I'm going to start with something other than your baby's sleep:
I try and sleep between DS going down & DH going to bed but struggle to sleep at 9pm...
Not being able to sleep when given the opportunity, or being unwilling to, when sleep deprived and exhausted is a Red Flag for postnatal depression. I mention this because while treatment for PND won't change your child's sleep, it will give you much more strength to cope with it as it is and/or deal with the challenge of improving it.
Food
Font worry about it for now. From 6-9 months the idea would be to maintain milk intact at pre-weaning levels, adding solids meals in addition to milk, not in place of. This then builds up baby's diet so that 9-12m you start reducing milk gradually as a means to increase portion sizes.
Bedtime
Your baby currently has such disrupted sleep that bedtime doesn't overly matter. Certainly not something to be worried about now. So if 9pm works for you, it's fine.
Cosleeping
Is there a reason you don't embrace this full time? That would be the easy answer to get everyone more sleep with fewer tears - the path of least resistance. Make the cot into a sidecar cot next to your (parental) bed and you and baby sleep there, cosleeping from the outset if needed. If DH can't deal with baby crying at night, he moves to the spare room not you.
This allows you to carry on feeding to sleep without having to cope with the tears of sleep training.
Cosleeping verses Independent Sleep
Will DS learning to sleep independently help? If yes how do I persuade a "fed to sleep" baby to sleep independently?
If you intend to be your baby's source of comfort (by feeding to sleep), then you need to also accept full time cosleeping as explained above.
If you intend baby to sleep independently in the cot, then baby needs to learn to go to sleep in there and not be fed to sleep. So to answer your questions: Yes & with a lot of either time or crying.
Independent Sleep
The basic premise to all sleep training methods is to teach baby to go from awake to asleep in the cot. There are a million different ways to achieve this, which is where the conflicting advice comes from, but they all have the same goal and end point.
The wonder of the dummy is that while actively sucking it is impossible to cry. So dummies help baby learn to sleep independently without much crying.
Your baby doesn't have a dummy. So the first thing to say is that your baby will cry. No it's, buts or maybe. Learning to go from fully awake to asleep in the cot will be very hard, distressing and cause a lot of tears for your baby, used to being fed/cuddled to sleep and without the intellectual ability to understand why. Don't start sleep training unless you're prepared to cope with the crying (back to PND at start of my post), because half-ass doing this will make it work.
Of all the millions of methods, basically the methods which involve less crying take a lot of time (many months) to make progress. The methods which involve the most crying will see progress much faster (days).
Your choice on sleep training method comes down to your own resilience - how much crying and distress from your baby can you cope with as they learn independent sleep? That needs to be balanced against how much longer you can continue with poor sleep.
Daytime Naps
Have all naps on something that moves, without you going out. It makes life a million times easier. Bouncy chair is ideal - Sit baby in it at your feet as you sit on sofa and foot bounce as you watch TV. Or pram pushed non-stop back and forth on the spot.
Reduce awake time. 3 naps per day isn't enough for your baby. 60-90 minutes awake time would be ideal, no more than 2h. Persistant and cronic over-tiredness will be making everything harder and you could do with a few days in focusing to get out of this downward spiral of less sleep making sleep worse.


Going through the entries below, count each line that holds "label" and give only the total.

- **Extracted information**:
···
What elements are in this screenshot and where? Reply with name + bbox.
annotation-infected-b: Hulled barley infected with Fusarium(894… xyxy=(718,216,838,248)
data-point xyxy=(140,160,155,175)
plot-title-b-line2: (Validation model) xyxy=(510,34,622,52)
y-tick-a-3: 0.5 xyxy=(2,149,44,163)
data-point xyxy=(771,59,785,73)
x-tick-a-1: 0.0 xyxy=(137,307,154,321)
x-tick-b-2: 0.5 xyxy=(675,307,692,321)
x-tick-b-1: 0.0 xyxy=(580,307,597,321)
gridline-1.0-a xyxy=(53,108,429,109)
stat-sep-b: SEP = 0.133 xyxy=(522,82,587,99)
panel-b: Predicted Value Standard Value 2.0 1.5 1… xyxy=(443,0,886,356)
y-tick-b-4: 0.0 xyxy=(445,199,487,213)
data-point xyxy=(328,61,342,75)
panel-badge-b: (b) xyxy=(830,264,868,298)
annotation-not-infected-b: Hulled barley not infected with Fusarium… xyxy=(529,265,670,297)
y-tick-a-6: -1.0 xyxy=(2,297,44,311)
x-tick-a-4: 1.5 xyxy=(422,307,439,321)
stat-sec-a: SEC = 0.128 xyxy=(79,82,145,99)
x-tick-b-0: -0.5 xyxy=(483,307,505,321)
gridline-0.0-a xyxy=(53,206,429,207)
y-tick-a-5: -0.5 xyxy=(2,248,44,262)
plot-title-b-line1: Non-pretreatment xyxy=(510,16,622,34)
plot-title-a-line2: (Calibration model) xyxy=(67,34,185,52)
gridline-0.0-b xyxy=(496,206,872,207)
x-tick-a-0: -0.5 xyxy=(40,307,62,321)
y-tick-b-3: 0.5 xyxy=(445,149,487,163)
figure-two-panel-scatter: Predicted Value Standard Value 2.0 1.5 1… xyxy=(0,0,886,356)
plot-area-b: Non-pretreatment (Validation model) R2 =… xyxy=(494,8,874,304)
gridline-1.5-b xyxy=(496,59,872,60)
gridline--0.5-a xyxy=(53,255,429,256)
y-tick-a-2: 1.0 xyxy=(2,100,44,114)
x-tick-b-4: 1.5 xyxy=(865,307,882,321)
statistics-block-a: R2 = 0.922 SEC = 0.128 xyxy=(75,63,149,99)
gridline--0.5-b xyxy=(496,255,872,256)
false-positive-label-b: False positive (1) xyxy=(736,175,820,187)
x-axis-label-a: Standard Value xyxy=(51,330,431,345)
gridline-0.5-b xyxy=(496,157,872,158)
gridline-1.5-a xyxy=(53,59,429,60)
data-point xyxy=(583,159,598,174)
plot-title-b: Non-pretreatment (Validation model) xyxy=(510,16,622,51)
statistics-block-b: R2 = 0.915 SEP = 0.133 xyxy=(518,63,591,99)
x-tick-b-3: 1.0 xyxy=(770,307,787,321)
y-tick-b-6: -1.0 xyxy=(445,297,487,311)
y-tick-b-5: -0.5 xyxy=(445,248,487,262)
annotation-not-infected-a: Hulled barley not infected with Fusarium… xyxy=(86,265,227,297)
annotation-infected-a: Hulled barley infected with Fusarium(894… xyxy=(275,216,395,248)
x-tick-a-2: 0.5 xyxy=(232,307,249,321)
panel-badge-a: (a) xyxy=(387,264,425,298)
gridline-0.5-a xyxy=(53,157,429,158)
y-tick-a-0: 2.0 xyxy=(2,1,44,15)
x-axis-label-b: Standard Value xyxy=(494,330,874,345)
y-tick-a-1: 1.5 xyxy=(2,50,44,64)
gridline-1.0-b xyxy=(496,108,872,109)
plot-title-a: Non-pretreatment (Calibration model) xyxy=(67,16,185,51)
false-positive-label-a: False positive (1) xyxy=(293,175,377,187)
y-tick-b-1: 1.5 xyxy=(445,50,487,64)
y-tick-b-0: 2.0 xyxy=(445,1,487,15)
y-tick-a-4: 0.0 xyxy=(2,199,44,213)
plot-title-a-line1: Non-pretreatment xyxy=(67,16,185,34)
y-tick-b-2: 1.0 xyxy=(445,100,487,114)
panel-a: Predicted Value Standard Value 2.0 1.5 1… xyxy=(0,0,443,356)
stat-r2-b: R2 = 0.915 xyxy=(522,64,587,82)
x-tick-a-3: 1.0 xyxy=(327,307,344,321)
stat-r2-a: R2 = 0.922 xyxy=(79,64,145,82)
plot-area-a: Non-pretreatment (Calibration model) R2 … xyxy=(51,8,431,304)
···
- **Answer space**:
4